--- EXERCISE DETAILS ---
Print all entries precisely as they are written.

===== MATERIAL FOR THE TASK

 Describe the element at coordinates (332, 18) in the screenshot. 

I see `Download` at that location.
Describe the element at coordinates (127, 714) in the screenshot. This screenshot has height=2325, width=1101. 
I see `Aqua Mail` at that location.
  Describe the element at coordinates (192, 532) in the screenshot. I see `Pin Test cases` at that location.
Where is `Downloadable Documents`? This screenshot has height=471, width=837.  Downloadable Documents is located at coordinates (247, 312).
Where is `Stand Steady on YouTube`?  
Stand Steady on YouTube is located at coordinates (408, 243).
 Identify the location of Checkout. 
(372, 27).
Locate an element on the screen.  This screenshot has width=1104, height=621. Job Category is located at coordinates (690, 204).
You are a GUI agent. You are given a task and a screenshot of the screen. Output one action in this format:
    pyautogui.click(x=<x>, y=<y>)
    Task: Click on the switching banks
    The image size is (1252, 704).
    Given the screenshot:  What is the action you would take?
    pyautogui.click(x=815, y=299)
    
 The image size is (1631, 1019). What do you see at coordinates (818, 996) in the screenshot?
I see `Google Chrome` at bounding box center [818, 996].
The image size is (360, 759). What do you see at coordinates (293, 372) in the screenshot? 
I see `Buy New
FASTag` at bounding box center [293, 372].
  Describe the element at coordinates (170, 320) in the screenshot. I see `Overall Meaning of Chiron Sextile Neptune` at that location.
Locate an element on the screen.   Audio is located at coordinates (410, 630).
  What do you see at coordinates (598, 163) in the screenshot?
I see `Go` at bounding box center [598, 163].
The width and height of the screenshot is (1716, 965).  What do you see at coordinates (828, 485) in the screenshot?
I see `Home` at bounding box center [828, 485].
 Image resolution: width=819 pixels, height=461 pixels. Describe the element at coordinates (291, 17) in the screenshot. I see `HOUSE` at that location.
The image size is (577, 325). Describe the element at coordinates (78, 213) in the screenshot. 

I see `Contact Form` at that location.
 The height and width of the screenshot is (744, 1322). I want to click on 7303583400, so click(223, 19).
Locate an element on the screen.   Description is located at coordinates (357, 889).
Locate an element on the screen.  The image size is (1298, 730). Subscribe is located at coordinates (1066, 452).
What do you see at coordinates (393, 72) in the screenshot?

==========

--- OUTPUT ---
 Describe the element at coordinates (332, 18) in the screenshot. 

I see `Download` at that location.
Describe the element at coordinates (127, 714) in the screenshot. This screenshot has height=2325, width=1101. 
I see `Aqua Mail` at that location.
  Describe the element at coordinates (192, 532) in the screenshot. I see `Pin Test cases` at that location.
Where is `Downloadable Documents`? This screenshot has height=471, width=837.  Downloadable Documents is located at coordinates (247, 312).
Where is `Stand Steady on YouTube`?  
Stand Steady on YouTube is located at coordinates (408, 243).
 Identify the location of Checkout. 
(372, 27).
Locate an element on the screen.  This screenshot has width=1104, height=621. Job Category is located at coordinates (690, 204).
You are a GUI agent. You are given a task and a screenshot of the screen. Output one action in this format:
    pyautogui.click(x=<x>, y=<y>)
    Task: Click on the switching banks
    The image size is (1252, 704).
    Given the screenshot:  What is the action you would take?
    pyautogui.click(x=815, y=299)
    
 The image size is (1631, 1019). What do you see at coordinates (818, 996) in the screenshot?
I see `Google Chrome` at bounding box center [818, 996].
The image size is (360, 759). What do you see at coordinates (293, 372) in the screenshot? 
I see `Buy New
FASTag` at bounding box center [293, 372].
  Describe the element at coordinates (170, 320) in the screenshot. I see `Overall Meaning of Chiron Sextile Neptune` at that location.
Locate an element on the screen.   Audio is located at coordinates (410, 630).
  What do you see at coordinates (598, 163) in the screenshot?
I see `Go` at bounding box center [598, 163].
The width and height of the screenshot is (1716, 965).  What do you see at coordinates (828, 485) in the screenshot?
I see `Home` at bounding box center [828, 485].
 Image resolution: width=819 pixels, height=461 pixels. Describe the element at coordinates (291, 17) in the screenshot. I see `HOUSE` at that location.
The image size is (577, 325). Describe the element at coordinates (78, 213) in the screenshot. 

I see `Contact Form` at that location.
 The height and width of the screenshot is (744, 1322). I want to click on 7303583400, so click(223, 19).
Locate an element on the screen.   Description is located at coordinates (357, 889).
Locate an element on the screen.  The image size is (1298, 730). Subscribe is located at coordinates (1066, 452).
What do you see at coordinates (393, 72) in the screenshot?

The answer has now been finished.